Universe

Universe
Could our Universe be inside a wormhole that is itself part of a black hole that is inside a much larger universe?

This scenario, in which our universe is born inside a wormhole (also known as the Einstein-Rosen Bridge), has been proposed by the theoretical physicist at Indiana University, Nikodem Poplawski. In this study, Poplaswski uses a Euclidean mathematical model to suggest that all black holes can have wormholes, and that, in turn, there are universes created at the same time as black holes.

Poplawski relies on a Euclidean coordinate system known as isotropic coordinates to describe the gravitational field of a black hole and to model the radial geodetic motion of a massive particle within it.

By studying the radial motion across the event horizon of two different types of black holes - Schwarzschild and Einstein-Rosen black hole, both legitimate solutions of General Relativity - Poplawski admits that only experiment or observation can reveal the motion of a particle that falls into a real black hole. But he also notes that since observers can only see the outside of the black hole, the inside cannot be seen unless the observer enters or resides in it.

"This condition could be met if our Universe were inside a black hole that exists in a larger universe," he says. Because Einstein's Theory of Relativity does not choose a temporal orientation, if a black hole can be formed by the gravitational collapse of matter across an event horizon, it is also possible to reverse the process in the future. Such a process would describe the explosion of a white hole: matter arising from an event horizon in the past, such as the expanding universe. "

A white hole is connected to a black hole by means of an Einstein-Rosen bridge (or wormhole) and is hypothetically the temporary inversion of a black hole.
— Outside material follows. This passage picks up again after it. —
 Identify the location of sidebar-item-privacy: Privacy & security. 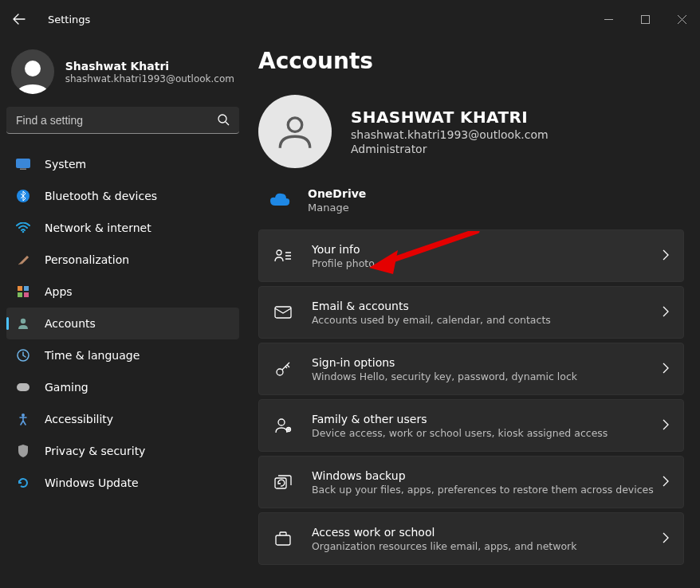
(123, 451).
Poplawski's article suggests that all astrophysical black holes, not just Schwarzschild's and Einstein-Rosen's, can have Einstein-Rosen bridges, each with a new universe inside it that formed simultaneously with the hole black. "From this it follows that our Universe could have formed within a black hole that exists within another universe," he points out.

Continuing the study of the gravitational collapse of a dust sphere in isotropic coordinates, and applying the present investigation to other types of black holes, it is observed that if the Universe is born inside an Einstein-Rosen black hole, the problems could be avoided that scientists observe in the Big Bang theory, and the problem of loss of information from black holes, which states that all information about matter is lost when it passes through the event horizon.

This isotropic coordinate model of the Universe as a black hole could explain the origin of cosmic inflation, Poplawski says.